Page 96 of Playing Games

She’s made it clear she doesn’t want to be with me, and yet, here I am, still trying to chase her down.

“Boden!” someone exclaims from behind me, and I turn around to find a few guys from my team walking toward me.

“What the fuck you doing out here?” Ron asks, wrapping an arm around my shoulders.

“Just catching a little fresh air,” I mutter, but my eyes are still glancing around the sidewalk and the street in search of the girl who got away.

“Pfft.” Ricky laughs. “Let’s get you back inside, QB. We’ve got some partying to do! Coach gave us tomorrow off, and I’m going to make damn sure we have a good time.”

He doesn’t even give me a moment to respond. Instead, he pretty much drags me back toward the front door, and before I know it, I’m inside the building.

The music is still pounding from the DJ’s speakers at the back of the house. And everyone in the place is laughing and chatting and dancing and partying. They’re carefree and happy and living up the notorious college experience with everything they have.

And everything inside me wants to go to Lexi. Wants to talk to her. Wants to get on my fucking knees and beg her to realize how goddamn good we are together.

My phone is still in my hand, and the urge to text her, to check on her, is too strong to deny. I want to say a million things. But I settle on the simplest option.

Me: Are you okay?

Lexi: Yeah.

Her response is succinct, but it feels like complete bullshit.

Me: You didn’t seem okay, Lex. You seemed upset. I’m worried about you. And I fucking miss you like crazy.

Lexi: Blake, I’m sorry to say this, but you need to stop texting me. I’ve moved on, and you need to move on too.

There it is again. She wants me to move on.

And I’m going to have to learn how to do just that with the giant hole inside my chest I fear will never heal.

Lexi

I stare down at my phone, my last text to Blake the final entry in our chat. I wait for him to respond. I wait for him to call me out on my bullshit.

I wait and I wait, and it’s all useless because I’m the one who just completely pushed him away.

I reread my words, and I hate how cruel and unemotional I sound. It’s the worst form of irony to tell someone to move on when you’re sitting on the subway with tears streaming down your cheeks because of the fact that you just witnessed them moving on right in front of your face.

Blake told me he missed me. And I’d be the ultimate liar if I didn’t admit that I miss him too.

I miss his laugh and his smile, and I miss the way he makes me feel whenever we’re together. I miss his cheesy jokes and the way his face always brightens the room, and I miss how comforting it feels to be in his arms.

I miss our late-night chats and our documentary binges and how he’s probably the only person who could get me to eat pizza that was made in some dude’s dorm.

More tears stream down my cheeks, and even though I’m not alone on the subway, I’m silently thankful that I live in a busy, fast-paced city like New York so that I can blubber in peace without some random stranger asking me what’s wrong.

That’s the thing about New Yorkers; they can certainly be kind, but for the most part, they mind their own business. They don’t even blink an eye if someone decides to take their clothes off in the middle of a busy street and start shouting about the world ending. They simply go about their day and let that person do their thing.

There’s beauty in that. But there’s also pain. Because what I need now more than anything is the exact opposite of what I’d expect or normally want.

Existing as someone with a propensity for being a loner doesn’t bode well during times like these. I’m stuck inside my own head, aimlessly walking through my thoughts and replaying every single moment I’ve spent with Blake over the summer.

I think about all of our conversations and our special moments, and it feels like the worst kind of torture mentally reliving all the highs when I’m currently sitting at what feels like the rock bottom of my lows.

I’ve never felt this sad or confused or upset. And the fact that I don’t have control over my emotions, that I can’t analyze my way out of my feelings, is the biggest kick in the ass. It makes me angry and scared and anxious, and the mere idea of going back to my apartment so I can just sit in my current state of misery by myself is the very last thing I want to do.

There’s only one stop that makes sense for me to even be on the subway, and I stay rooted to my seat, my eyes downturned to my lap, until I get there.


> _Task to complete_:
Repeat verbatim what the listing holds, but not its pictures.

> _Materials provided_:
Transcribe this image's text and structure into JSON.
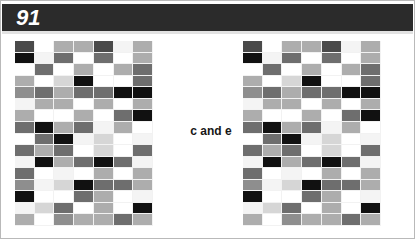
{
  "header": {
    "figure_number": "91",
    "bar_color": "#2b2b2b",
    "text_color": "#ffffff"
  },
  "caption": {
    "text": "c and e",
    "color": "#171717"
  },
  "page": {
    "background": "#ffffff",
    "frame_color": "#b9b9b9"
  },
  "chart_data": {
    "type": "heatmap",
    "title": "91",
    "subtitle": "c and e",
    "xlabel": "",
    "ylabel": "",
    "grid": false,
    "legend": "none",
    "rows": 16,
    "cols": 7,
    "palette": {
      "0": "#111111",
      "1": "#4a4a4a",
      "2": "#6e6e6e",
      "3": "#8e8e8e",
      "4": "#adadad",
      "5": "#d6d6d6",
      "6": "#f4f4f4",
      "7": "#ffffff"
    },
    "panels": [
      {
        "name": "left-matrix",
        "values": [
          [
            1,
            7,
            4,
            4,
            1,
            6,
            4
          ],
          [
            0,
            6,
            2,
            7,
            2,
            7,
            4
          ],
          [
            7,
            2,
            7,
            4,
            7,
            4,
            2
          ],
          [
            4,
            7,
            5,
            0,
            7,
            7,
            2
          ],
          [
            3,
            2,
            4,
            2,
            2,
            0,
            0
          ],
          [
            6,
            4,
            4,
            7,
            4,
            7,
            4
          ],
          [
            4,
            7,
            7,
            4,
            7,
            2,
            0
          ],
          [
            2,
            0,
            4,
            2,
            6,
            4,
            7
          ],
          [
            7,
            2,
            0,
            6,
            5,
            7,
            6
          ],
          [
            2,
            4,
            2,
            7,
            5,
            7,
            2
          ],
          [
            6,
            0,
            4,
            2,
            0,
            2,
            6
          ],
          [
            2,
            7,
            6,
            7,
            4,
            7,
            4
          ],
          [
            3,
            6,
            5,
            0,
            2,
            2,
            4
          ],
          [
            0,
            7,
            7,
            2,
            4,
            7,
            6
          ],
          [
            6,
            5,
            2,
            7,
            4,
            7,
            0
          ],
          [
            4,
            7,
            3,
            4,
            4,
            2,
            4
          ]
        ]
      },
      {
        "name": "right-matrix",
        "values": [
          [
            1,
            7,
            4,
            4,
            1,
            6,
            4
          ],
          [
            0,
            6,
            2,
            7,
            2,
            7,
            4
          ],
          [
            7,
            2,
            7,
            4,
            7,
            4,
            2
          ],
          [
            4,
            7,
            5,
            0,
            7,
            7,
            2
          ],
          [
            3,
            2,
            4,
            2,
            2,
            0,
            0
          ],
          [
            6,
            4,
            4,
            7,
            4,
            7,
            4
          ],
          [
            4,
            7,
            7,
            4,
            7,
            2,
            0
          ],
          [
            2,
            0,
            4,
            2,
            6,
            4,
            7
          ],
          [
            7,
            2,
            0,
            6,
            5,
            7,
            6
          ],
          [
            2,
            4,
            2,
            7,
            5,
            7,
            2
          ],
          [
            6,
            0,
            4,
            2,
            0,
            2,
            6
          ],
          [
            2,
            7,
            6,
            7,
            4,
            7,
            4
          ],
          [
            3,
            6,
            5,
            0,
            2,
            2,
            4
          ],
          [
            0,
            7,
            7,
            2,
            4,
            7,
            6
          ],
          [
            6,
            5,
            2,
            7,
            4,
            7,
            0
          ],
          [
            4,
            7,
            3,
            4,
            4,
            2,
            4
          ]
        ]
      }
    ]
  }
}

> _Solution below_:
Transcribe this image's text and structure into JSON.
{
  "header": {
    "figure_number": "91",
    "bar_color": "#2b2b2b",
    "text_color": "#ffffff"
  },
  "caption": {
    "text": "c and e",
    "color": "#171717"
  },
  "page": {
    "background": "#ffffff",
    "frame_color": "#b9b9b9"
  },
  "chart_data": {
    "type": "heatmap",
    "title": "91",
    "subtitle": "c and e",
    "xlabel": "",
    "ylabel": "",
    "grid": false,
    "legend": "none",
    "rows": 16,
    "cols": 7,
    "palette": {
      "0": "#111111",
      "1": "#4a4a4a",
      "2": "#6e6e6e",
      "3": "#8e8e8e",
      "4": "#adadad",
      "5": "#d6d6d6",
      "6": "#f4f4f4",
      "7": "#ffffff"
    },
    "panels": [
      {
        "name": "left-matrix",
        "values": [
          [
            1,
            7,
            4,
            4,
            1,
            6,
            4
          ],
          [
            0,
            6,
            2,
            7,
            2,
            7,
            4
          ],
          [
            7,
            2,
            7,
            4,
            7,
            4,
            2
          ],
          [
            4,
            7,
            5,
            0,
            7,
            7,
            2
          ],
          [
            3,
            2,
            4,
            2,
            2,
            0,
            0
          ],
          [
            6,
            4,
            4,
            7,
            4,
            7,
            4
          ],
          [
            4,
            7,
            7,
            4,
            7,
            2,
            0
          ],
          [
            2,
            0,
            4,
            2,
            6,
            4,
            7
          ],
          [
            7,
            2,
            0,
            6,
            5,
            7,
            6
          ],
          [
            2,
            4,
            2,
            7,
            5,
            7,
            2
          ],
          [
            6,
            0,
            4,
            2,
            0,
            2,
            6
          ],
          [
            2,
            7,
            6,
            7,
            4,
            7,
            4
          ],
          [
            3,
            6,
            5,
            0,
            2,
            2,
            4
          ],
          [
            0,
            7,
            7,
            2,
            4,
            7,
            6
          ],
          [
            6,
            5,
            2,
            7,
            4,
            7,
            0
          ],
          [
            4,
            7,
            3,
            4,
            4,
            2,
            4
          ]
        ]
      },
      {
        "name": "right-matrix",
        "values": [
          [
            1,
            7,
            4,
            4,
            1,
            6,
            4
          ],
          [
            0,
            6,
            2,
            7,
            2,
            7,
            4
          ],
          [
            7,
            2,
            7,
            4,
            7,
            4,
            2
          ],
          [
            4,
            7,
            5,
            0,
            7,
            7,
            2
          ],
          [
            3,
            2,
            4,
            2,
            2,
            0,
            0
          ],
          [
            6,
            4,
            4,
            7,
            4,
            7,
            4
          ],
          [
            4,
            7,
            7,
            4,
            7,
            2,
            0
          ],
          [
            2,
            0,
            4,
            2,
            6,
            4,
            7
          ],
          [
            7,
            2,
            0,
            6,
            5,
            7,
            6
          ],
          [
            2,
            4,
            2,
            7,
            5,
            7,
            2
          ],
          [
            6,
            0,
            4,
            2,
            0,
            2,
            6
          ],
          [
            2,
            7,
            6,
            7,
            4,
            7,
            4
          ],
          [
            3,
            6,
            5,
            0,
            2,
            2,
            4
          ],
          [
            0,
            7,
            7,
            2,
            4,
            7,
            6
          ],
          [
            6,
            5,
            2,
            7,
            4,
            7,
            0
          ],
          [
            4,
            7,
            3,
            4,
            4,
            2,
            4
          ]
        ]
      }
    ]
  }
}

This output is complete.